The KeePassXC team has also been trying to get their app into the store while this has happened. While this is nothing new in general, it's yet another "counterfeit" app proliferating in what's supposed to be considered a trusted source to be able to get your applications from.

This is a good example of how "app stores" tend to provide a false sense of security about what you're really downloading. There are clearly failures in terms of vetting what's there and towards ensuring that the user is actually getting what they think they're supposed to be getting.

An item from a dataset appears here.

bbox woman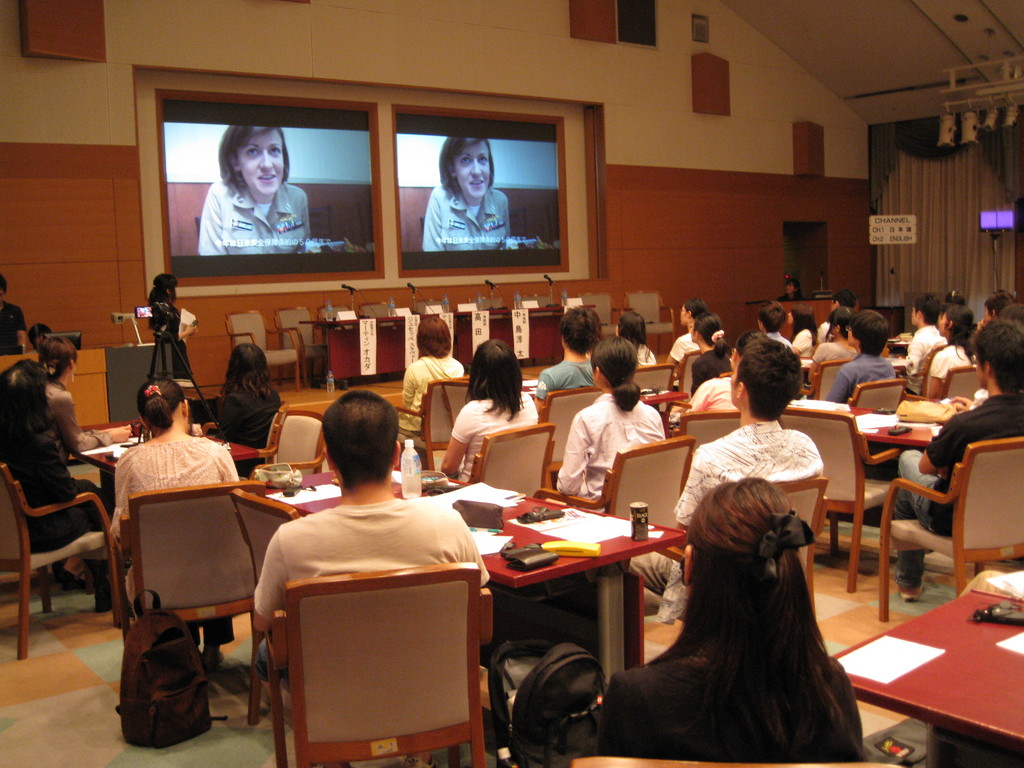
box(555, 335, 665, 511)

Perhaps the "app store" model is still generally better than downloading executable code from completely random sources (nobody should be doing that), but I'm not sure there's anything more reliable (and also "secure") here than downloading a piece of software from its official source (such as from a server under the domain of the known publisher), verifying hashes/signatures, and leaving out as many intermediaries as possible who often have motives not fully aligned with the software user. Of course, this would require users to possess and be willing to use some knowledge of basic software and data hygiene, but it seems that along the way we have somewhat given up on that and so now we're stuck trusting these intermediaries usually much more than they ought to be trusted.

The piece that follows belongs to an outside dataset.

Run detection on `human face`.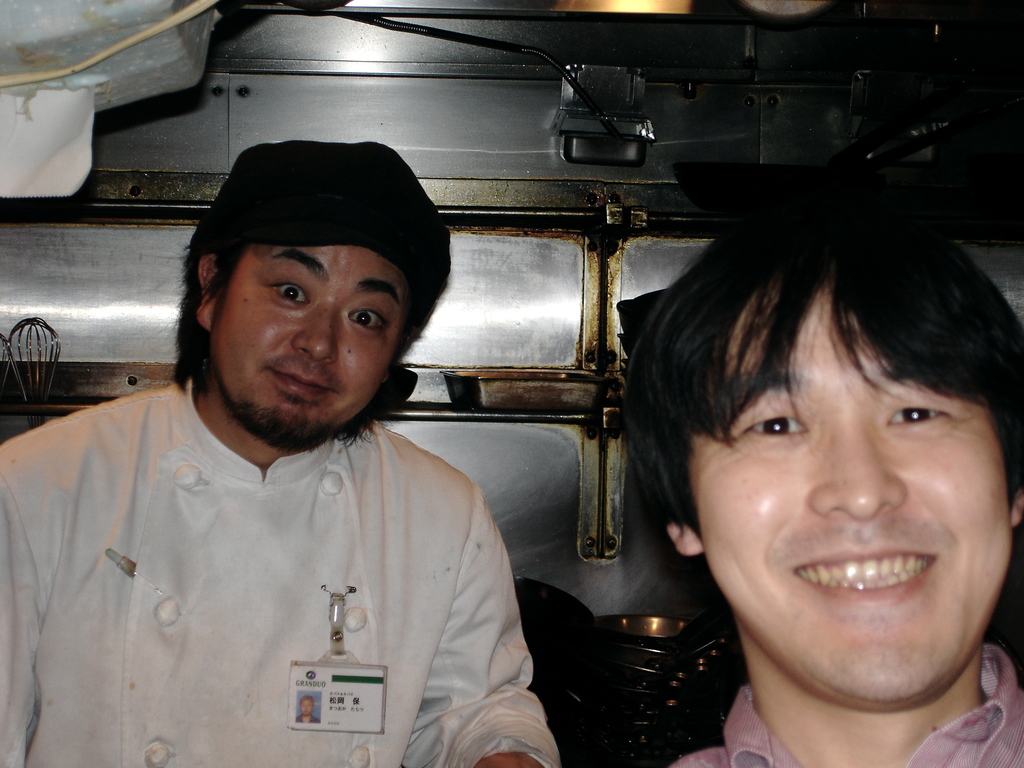
Result: x1=210 y1=246 x2=408 y2=431.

I think we ought to be able to have a model that suits the Windows model better which doesn't require centralisation. A piece of software running on the desktop that provides update capabilities but where each piece of software is picked up from its original site and the location is set to that site. Somewhat like the Ubuntu repository model but without the multiple steps just an installer that installs the common updater tool if needed, registers itself and then this works for all over software too that buys into the model. It should be fairly cheap to run such a tool since the bandwidth is for all the different software tools and completely common features are available to everything. Its just the updater with some standards for implementing software updates without a store.

winget does almost exactly this. It detects apps that are already installed on your machine and if it can find a match in its catalog, it can upgrade it. (Of course you can install/uninstall via the tool if you have a fresh box).